Image Credit: Christian Liewig / Contributor / Getty Images Ten people have been found guilty in a French court of “cyber-bullying” the First Lady Brigitte Macron over claims she’s a man.
The defendants were accused of spreading false rumors about her gender and sexuality, and of making “malicious remarks” about the significant age-gap between her and President Emmanuel Macron.
Suspended sentences of up to eight months were handed down by the judge. The final ruling has not yet been published.
Today’s ruling comes as the Macrons pursue a defamation lawsuit in the US against podcaster Candace Owens.
The Macrons allege Owens “disregarded all credible evidence disproving her claim in favour of platforming known conspiracy theorists and proven defamers.”
Owens has regularly claimed that Brigitte Macron “is in fact a man,” and said in March 2024 that she would stake “her entire professional reputation” on this being the case.
Brigitte Macron met her husband when she was a teacher at his high school in France.
The couple married in 2007, when he was 27 and she was in her 50s.
Back in September, the Macrons said they were prepared to “demonstrate fully” that Brigitte is in fact a woman.
“We’re prepared to demonstrate fully, both generically and specifically, that what she’s saying about Brigitte Macron is false,” the Macrons’ attorney Tom Clare told the BBC’s “Under Fire” podcast.
“”It is incredibly upsetting to think that you have to go and subject yourself, to put this type of proof forward. It is a process that [Brigitte] will have to subject herself to in a very public way. But she’s willing to do it. She is firmly resolved to do what it takes to set the record straight.”
In July, two women were cleared of defamation by a French court of appeals for questioning Brigitte Macron’s gender.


→ **What you have to do**
When you reach the listing below, copy each line exactly.

→ **Records to process**
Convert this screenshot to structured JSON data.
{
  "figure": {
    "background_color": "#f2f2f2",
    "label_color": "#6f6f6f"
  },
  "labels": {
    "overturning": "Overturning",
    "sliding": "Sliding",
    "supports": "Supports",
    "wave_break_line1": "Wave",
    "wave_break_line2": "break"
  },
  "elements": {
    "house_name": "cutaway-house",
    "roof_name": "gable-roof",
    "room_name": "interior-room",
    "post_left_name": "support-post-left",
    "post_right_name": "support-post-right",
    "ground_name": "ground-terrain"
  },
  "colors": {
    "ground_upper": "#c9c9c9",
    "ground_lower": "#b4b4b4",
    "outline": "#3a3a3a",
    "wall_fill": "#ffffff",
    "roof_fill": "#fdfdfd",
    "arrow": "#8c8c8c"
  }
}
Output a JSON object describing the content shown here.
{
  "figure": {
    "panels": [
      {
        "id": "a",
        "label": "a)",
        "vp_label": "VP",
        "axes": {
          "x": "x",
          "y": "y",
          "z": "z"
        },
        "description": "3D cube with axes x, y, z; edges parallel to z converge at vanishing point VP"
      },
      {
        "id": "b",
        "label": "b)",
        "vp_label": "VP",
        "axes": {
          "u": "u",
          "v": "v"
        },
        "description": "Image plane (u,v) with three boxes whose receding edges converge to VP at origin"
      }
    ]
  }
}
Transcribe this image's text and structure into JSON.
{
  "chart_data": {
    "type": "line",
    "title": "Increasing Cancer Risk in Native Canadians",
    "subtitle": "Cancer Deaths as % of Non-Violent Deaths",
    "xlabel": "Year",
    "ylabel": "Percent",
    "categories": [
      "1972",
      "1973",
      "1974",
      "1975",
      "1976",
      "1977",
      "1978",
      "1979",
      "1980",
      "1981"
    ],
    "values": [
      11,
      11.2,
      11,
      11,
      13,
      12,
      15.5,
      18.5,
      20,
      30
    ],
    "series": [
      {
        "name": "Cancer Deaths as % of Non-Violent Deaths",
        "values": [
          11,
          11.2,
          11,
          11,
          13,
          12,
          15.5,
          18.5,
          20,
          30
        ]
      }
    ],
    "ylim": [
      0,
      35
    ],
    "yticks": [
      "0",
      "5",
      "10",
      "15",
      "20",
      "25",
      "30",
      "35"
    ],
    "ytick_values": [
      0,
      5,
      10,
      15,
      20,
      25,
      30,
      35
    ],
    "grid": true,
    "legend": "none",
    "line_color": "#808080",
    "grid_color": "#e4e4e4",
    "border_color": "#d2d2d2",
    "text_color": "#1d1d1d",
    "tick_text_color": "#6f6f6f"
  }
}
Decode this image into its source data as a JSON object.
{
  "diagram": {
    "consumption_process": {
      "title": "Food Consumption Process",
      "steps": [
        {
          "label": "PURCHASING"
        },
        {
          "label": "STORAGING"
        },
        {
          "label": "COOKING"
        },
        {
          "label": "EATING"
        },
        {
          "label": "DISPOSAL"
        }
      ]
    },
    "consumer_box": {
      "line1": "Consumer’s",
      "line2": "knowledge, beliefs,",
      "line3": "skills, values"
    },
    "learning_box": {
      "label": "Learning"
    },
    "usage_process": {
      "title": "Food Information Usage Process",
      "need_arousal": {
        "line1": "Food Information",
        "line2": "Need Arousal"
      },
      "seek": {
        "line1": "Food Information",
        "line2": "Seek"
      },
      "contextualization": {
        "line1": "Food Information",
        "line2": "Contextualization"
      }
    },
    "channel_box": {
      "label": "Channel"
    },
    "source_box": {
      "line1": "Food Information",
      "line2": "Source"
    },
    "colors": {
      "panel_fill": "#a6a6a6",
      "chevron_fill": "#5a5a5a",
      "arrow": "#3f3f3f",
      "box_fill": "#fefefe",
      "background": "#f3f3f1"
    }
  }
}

→ **Your solution**
Convert this screenshot to structured JSON data.
{
  "figure": {
    "background_color": "#f2f2f2",
    "label_color": "#6f6f6f"
  },
  "labels": {
    "overturning": "Overturning",
    "sliding": "Sliding",
    "supports": "Supports",
    "wave_break_line1": "Wave",
    "wave_break_line2": "break"
  },
  "elements": {
    "house_name": "cutaway-house",
    "roof_name": "gable-roof",
    "room_name": "interior-room",
    "post_left_name": "support-post-left",
    "post_right_name": "support-post-right",
    "ground_name": "ground-terrain"
  },
  "colors": {
    "ground_upper": "#c9c9c9",
    "ground_lower": "#b4b4b4",
    "outline": "#3a3a3a",
    "wall_fill": "#ffffff",
    "roof_fill": "#fdfdfd",
    "arrow": "#8c8c8c"
  }
}
Output a JSON object describing the content shown here.
{
  "figure": {
    "panels": [
      {
        "id": "a",
        "label": "a)",
        "vp_label": "VP",
        "axes": {
          "x": "x",
          "y": "y",
          "z": "z"
        },
        "description": "3D cube with axes x, y, z; edges parallel to z converge at vanishing point VP"
      },
      {
        "id": "b",
        "label": "b)",
        "vp_label": "VP",
        "axes": {
          "u": "u",
          "v": "v"
        },
        "description": "Image plane (u,v) with three boxes whose receding edges converge to VP at origin"
      }
    ]
  }
}
Transcribe this image's text and structure into JSON.
{
  "chart_data": {
    "type": "line",
    "title": "Increasing Cancer Risk in Native Canadians",
    "subtitle": "Cancer Deaths as % of Non-Violent Deaths",
    "xlabel": "Year",
    "ylabel": "Percent",
    "categories": [
      "1972",
      "1973",
      "1974",
      "1975",
      "1976",
      "1977",
      "1978",
      "1979",
      "1980",
      "1981"
    ],
    "values": [
      11,
      11.2,
      11,
      11,
      13,
      12,
      15.5,
      18.5,
      20,
      30
    ],
    "series": [
      {
        "name": "Cancer Deaths as % of Non-Violent Deaths",
        "values": [
          11,
          11.2,
          11,
          11,
          13,
          12,
          15.5,
          18.5,
          20,
          30
        ]
      }
    ],
    "ylim": [
      0,
      35
    ],
    "yticks": [
      "0",
      "5",
      "10",
      "15",
      "20",
      "25",
      "30",
      "35"
    ],
    "ytick_values": [
      0,
      5,
      10,
      15,
      20,
      25,
      30,
      35
    ],
    "grid": true,
    "legend": "none",
    "line_color": "#808080",
    "grid_color": "#e4e4e4",
    "border_color": "#d2d2d2",
    "text_color": "#1d1d1d",
    "tick_text_color": "#6f6f6f"
  }
}
Decode this image into its source data as a JSON object.
{
  "diagram": {
    "consumption_process": {
      "title": "Food Consumption Process",
      "steps": [
        {
          "label": "PURCHASING"
        },
        {
          "label": "STORAGING"
        },
        {
          "label": "COOKING"
        },
        {
          "label": "EATING"
        },
        {
          "label": "DISPOSAL"
        }
      ]
    },
    "consumer_box": {
      "line1": "Consumer’s",
      "line2": "knowledge, beliefs,",
      "line3": "skills, values"
    },
    "learning_box": {
      "label": "Learning"
    },
    "usage_process": {
      "title": "Food Information Usage Process",
      "need_arousal": {
        "line1": "Food Information",
        "line2": "Need Arousal"
      },
      "seek": {
        "line1": "Food Information",
        "line2": "Seek"
      },
      "contextualization": {
        "line1": "Food Information",
        "line2": "Contextualization"
      }
    },
    "channel_box": {
      "label": "Channel"
    },
    "source_box": {
      "line1": "Food Information",
      "line2": "Source"
    },
    "colors": {
      "panel_fill": "#a6a6a6",
      "chevron_fill": "#5a5a5a",
      "arrow": "#3f3f3f",
      "box_fill": "#fefefe",
      "background": "#f3f3f1"
    }
  }
}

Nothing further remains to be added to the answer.